Errors
Everything the governance layer throws extends GovernanceError, so a host can distinguish a governance decision from an ordinary handler failure. Handler exceptions are never wrapped; they propagate as thrown.
ts
import type { GovernanceErrorCode } from "flue-guard";
import { GovernanceError } from "flue-guard";
declare const err: GovernanceError;
const code: GovernanceErrorCode = err.code; // machine-readable, e.g. "scope_violation"
const tool: string | undefined = err.tool; // the tool the decision applied toClasses and codes
| Class | code | Thrown when |
|---|---|---|
MissingContextError | missing_context | A governed tool ran with no trusted context bound (no surrounding run(...), or the resolver threw). |
AccessDeniedError | access_denied | The actor lacks every role in requireRoles. Carries requiredRoles: string[]. |
ScopeViolationError | scope_violation | A derived scope is outside ctx.scopes, or a scope-only-gated side effect derived no scopes. Carries requested: string[] and allowed: string[]. |
AuthorizationDeniedError | authorization_denied | The authorize check returned false. |
ApprovalPendingError | approval_pending | Approval is required and not yet decided. A suspend signal; carries ref?: string, the adapter's handle. |
ApprovalDeniedError | approval_denied | Approval was required and not granted, or required with no adapter configured. |
IdempotencyConflictError | idempotency_conflict | Another in-flight call holds the same idempotency key. Carries key: string. |
GovernanceConfigError | config_error | The tool or toolkit is misdefined: ungated side effect, unattested side-effecting primitive, unknown trusted source, tool() without defineTool, empty idempotency key, empty HMAC key. Usually thrown at definition time. |
GovernanceErrorCode is the union of the eight codes above.
Guard functions
ts
import {
isApprovalPending,
isGovernanceDenial,
isGovernanceError,
type GovernedToolkit,
type TrustedContext,
} from "flue-guard";
declare const gov: GovernedToolkit;
declare const trustedCtx: TrustedContext;
declare const session: { prompt(text: string): Promise<unknown> };
try {
await gov.run(trustedCtx, () => session.prompt("close my account"));
} catch (err) {
if (isApprovalPending(err)) {
// Suspend signal: park the run against err.ref and resume later.
} else if (isGovernanceDenial(err)) {
// Governance refused the call. Tell the model/user "not allowed",
// rather than "the tool failed". Do not retry.
} else if (isGovernanceError(err)) {
// config_error: a bug in a tool definition or the toolkit wiring.
throw err;
} else {
// An ordinary handler failure.
throw err;
}
}isGovernanceError(err)matches anyGovernanceError.isGovernanceDenial(err)matches refusals only:missing_context,access_denied,scope_violation,authorization_denied,approval_denied,idempotency_conflict. It excludesapproval_pending(not a refusal) andconfig_error(a bug, not a decision).isApprovalPending(err)matches the suspend signal and narrows toApprovalPendingError, soerr.refis typed.
How errors surface through Flue
Inside a Flue run, a governed tool that throws produces a tool error the model can see and react to; the agent turn continues. The error entries were already written to the audit log by the time the model hears about it. Denials also carry enough context on the audit entry (error code, requestedScopes, args after redaction) to reconstruct the refusal later.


- WORK REQUIRED -
Search the data for the word "origin" and copy each line that has it.

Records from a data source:

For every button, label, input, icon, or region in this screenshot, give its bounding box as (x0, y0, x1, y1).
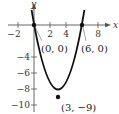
x-tick-label-8: 8 (95, 29, 101, 39)
x-axis-label: x (113, 20, 118, 30)
x-tick-label-2: 2 (47, 29, 53, 39)
point-root (80, 23, 84, 27)
y-tick-label-neg10: −10 (11, 100, 30, 110)
point-label-root: (6, 0) (81, 43, 108, 54)
y-axis-label: y (30, 0, 37, 9)
y-tick-label-neg4: −4 (17, 52, 31, 62)
leader-line-root (83, 27, 86, 41)
point-label-vertex: (3, −9) (61, 102, 96, 113)
y-tick-label-neg6: −6 (17, 68, 31, 78)
parabola-graph: −2 2 4 8 −4 −6 −8 −10 x y (0, 0) (6, 0) … (0, 0, 119, 114)
x-axis-arrow-icon (105, 23, 111, 27)
point-origin (32, 23, 36, 27)
point-label-origin: (0, 0) (41, 43, 68, 54)
x-tick-label-4: 4 (63, 29, 69, 39)
y-tick-label-neg8: −8 (17, 84, 31, 94)
point-vertex (56, 95, 60, 99)
x-tick-label-neg2: −2 (7, 29, 20, 39)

- RESULT BELOW -
point-origin (32, 23, 36, 27)
point-label-origin: (0, 0) (41, 43, 68, 54)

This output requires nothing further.